SA kids the best-read
Image by: Leon Sadiki. / Business Day
A team of 12-year-olds from Durban has won an international literature competition.
Manor Gardens Primary School went up against school teams from the host country, New Zealand, and from the UK, the US, Canada and China in the annual Kids' Lit Quiz.
Isobel Sobey, the school's quiz co-ordinator, said: "We've entered the competition for the past five years and made it to the national finals four times."
This year, the team was really on top of its game: "The national finals took place in Cape Town and our team won hands down - the first time a Durban team has won in the competition's seven-year history.
"The event itself is always such fun; it feels like a game of soccer or hockey. In fact, Wayne calls it 'the sport of reading'."
"Wayne" is Wayne Mills, senior lecturer in education at the University of Auckland, New Zealand, who founded the literary competition for 11-to-13-year-old New Zealanders 20 years ago and in 2003 expanded it into an international event.
Each team answers 100 questions in 10 categories, on any literary genre - including comics, poetry, nursery rhymes and classics - and about publishers, authors' lives and first sentences.
South African teacher Marj Brown, who introduced the quiz to South Africa seven years ago, first heard of it while teaching in England.
She hurriedly assembled a team that lost the regional round by half a point.
It was an eye-opener, she said.
"Reading had never been put into the spotlight to this extent. Readers have always been the nerds lurking in the shadow of the library. They were never acknowledged. Suddenly, we were seeing [these] kids getting status and having fun.
"Someone once called the event 'a pub quiz without the booze'."
Brown initiated Kids' Lit Quiz South Africa with 20 schools in Johannesburg. Today, more than 150 schools countrywide participate and, in 2009, South Africa hosted the Kids' Lit Quiz world final at the Constitutional Court.
In South Africa, said Brown, children were at both ends of the spectrum, from illiterate to excelling in literacy.
"We need to have something to aspire to. In sport, we would never say, 'Do away with the Springboks until every one has access to a sports field'. We should showcase our good readers."
Manor Gardens Primary is setting an example.
"This year, for the first time, we held an inter-house literary quiz, hosted by our Kids' Lit Quiz team - it was an unqualified success," said Sobey.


_What is required_: Pull every line with "swatch" from the data below and copy it.

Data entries
=== Section Start ===

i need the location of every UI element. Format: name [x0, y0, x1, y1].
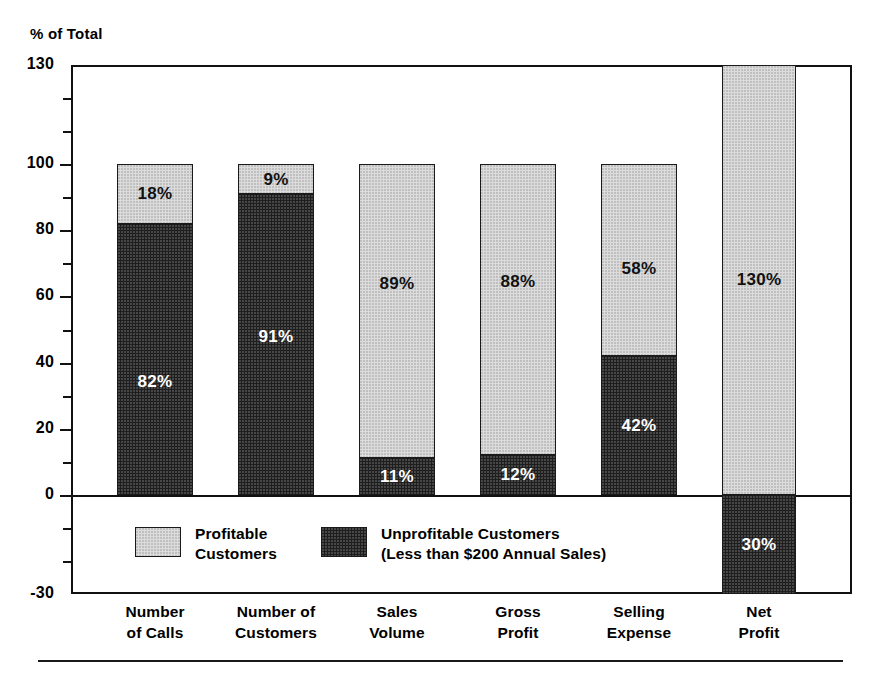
- bar-segment-value-label: 130%: [737, 271, 782, 288]
- y-axis-tick-label: 60: [36, 286, 54, 304]
- bar-column[interactable]: 91%9%: [238, 65, 314, 594]
- y-axis-minor-tick: [63, 528, 73, 530]
- legend-label-unprofitable: Unprofitable Customers (Less than $200 A…: [381, 524, 606, 565]
- bar-segment-value-label: 42%: [622, 417, 657, 434]
- bar-segment-value-label: 91%: [259, 328, 294, 345]
- bar-segment-value-label: 58%: [622, 260, 657, 277]
- bar-segment-profitable[interactable]: 89%: [359, 164, 435, 458]
- x-axis-label: NetProfit: [679, 602, 839, 643]
- bar-segment-profitable[interactable]: 18%: [117, 164, 193, 224]
- y-axis-tick-label: 80: [36, 220, 54, 238]
- y-axis-tick-label: -30: [30, 584, 54, 602]
- legend-item-profitable: Profitable Customers: [135, 524, 277, 565]
- y-axis-major-tick: [60, 495, 73, 497]
- y-axis-major-tick: [60, 230, 73, 232]
- y-axis-major-tick: [60, 296, 73, 298]
- y-axis-minor-tick: [63, 561, 73, 563]
- bar-segment-unprofitable[interactable]: 91%: [238, 194, 314, 495]
- legend-swatch-unprofitable-icon: [321, 527, 367, 557]
- y-axis-tick-label: 0: [45, 485, 54, 503]
- bar-segment-unprofitable[interactable]: 82%: [117, 224, 193, 495]
- y-axis-minor-tick: [63, 197, 73, 199]
- x-axis-label-line2: of Calls: [127, 624, 184, 641]
- legend-label-profitable-line2: Customers: [195, 545, 277, 562]
- bar-segment-unprofitable[interactable]: 12%: [480, 455, 556, 495]
- bar-segment-value-label: 9%: [263, 171, 288, 188]
- y-axis-major-tick: [60, 429, 73, 431]
- y-axis-tick-label: 40: [36, 353, 54, 371]
- bar-segment-profitable[interactable]: 130%: [722, 65, 796, 495]
- legend-label-profitable: Profitable Customers: [195, 524, 277, 565]
- y-axis-major-tick: [60, 164, 73, 166]
- y-axis-minor-tick: [63, 131, 73, 133]
- y-axis-major-tick: [60, 363, 73, 365]
- y-axis-tick-label: 100: [27, 154, 54, 172]
- x-axis-label-line2: Expense: [607, 624, 671, 641]
- x-axis-label-line2: Customers: [235, 624, 317, 641]
- bar-column[interactable]: 11%89%: [359, 65, 435, 594]
- bar-column[interactable]: 82%18%: [117, 65, 193, 594]
- y-axis-minor-tick: [63, 330, 73, 332]
- bar-segment-profitable[interactable]: 88%: [480, 164, 556, 455]
- bar-segment-unprofitable[interactable]: 11%: [359, 458, 435, 494]
- x-axis-label-line1: Number of: [237, 603, 315, 620]
- legend-label-profitable-line1: Profitable: [195, 525, 267, 542]
- bottom-divider: [38, 660, 843, 662]
- x-axis-label-line1: Sales: [376, 603, 417, 620]
- bar-column[interactable]: 12%88%: [480, 65, 556, 594]
- bar-segment-value-label: 82%: [138, 373, 173, 390]
- chart-figure: % of Total 130100806040200-30 82%18%91%9…: [0, 0, 881, 675]
- y-axis-tick-label: 130: [27, 55, 54, 73]
- bar-segment-value-label: 88%: [501, 273, 536, 290]
- bar-column[interactable]: 42%58%: [601, 65, 677, 594]
- bar-segment-value-label: 18%: [138, 185, 173, 202]
- legend-label-unprofitable-line1: Unprofitable Customers: [381, 525, 560, 542]
- bar-segment-profitable[interactable]: 58%: [601, 164, 677, 356]
- bar-segment-value-label: 12%: [501, 466, 536, 483]
- y-axis-title: % of Total: [30, 25, 103, 42]
- x-axis-label-line1: Gross: [495, 603, 540, 620]
- bar-segment-unprofitable[interactable]: 30%: [722, 495, 796, 594]
- legend-item-unprofitable: Unprofitable Customers (Less than $200 A…: [321, 524, 606, 565]
- x-axis-label-line2: Volume: [369, 624, 424, 641]
- y-axis-minor-tick: [63, 396, 73, 398]
- legend-swatch-profitable-icon: [135, 527, 181, 557]
- y-axis-minor-tick: [63, 263, 73, 265]
- y-axis-tick-label: 20: [36, 419, 54, 437]
- x-axis-label-line1: Number: [125, 603, 184, 620]
- bar-column[interactable]: 130%30%: [722, 65, 796, 594]
- legend-label-unprofitable-line2: (Less than $200 Annual Sales): [381, 545, 606, 562]
- bar-segment-unprofitable[interactable]: 42%: [601, 356, 677, 495]
- y-axis-minor-tick: [63, 462, 73, 464]
- bar-segment-value-label: 11%: [380, 468, 414, 485]
- x-axis-label-line2: Profit: [738, 624, 779, 641]
- x-axis-label-line2: Profit: [497, 624, 538, 641]
- x-axis-label-line1: Selling: [613, 603, 665, 620]
- bar-segment-value-label: 89%: [380, 275, 415, 292]
- x-axis-label-line1: Net: [746, 603, 771, 620]
- chart-legend: Profitable Customers Unprofitable Custom…: [135, 524, 606, 565]
- bar-segment-profitable[interactable]: 9%: [238, 164, 314, 194]
- y-axis-minor-tick: [63, 98, 73, 100]
- bar-segment-value-label: 30%: [742, 536, 777, 553]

=== Section End ===

_Task answer_:
- legend-swatch-unprofitable-icon: [321, 527, 367, 557]
- legend-swatch-profitable-icon: [135, 527, 181, 557]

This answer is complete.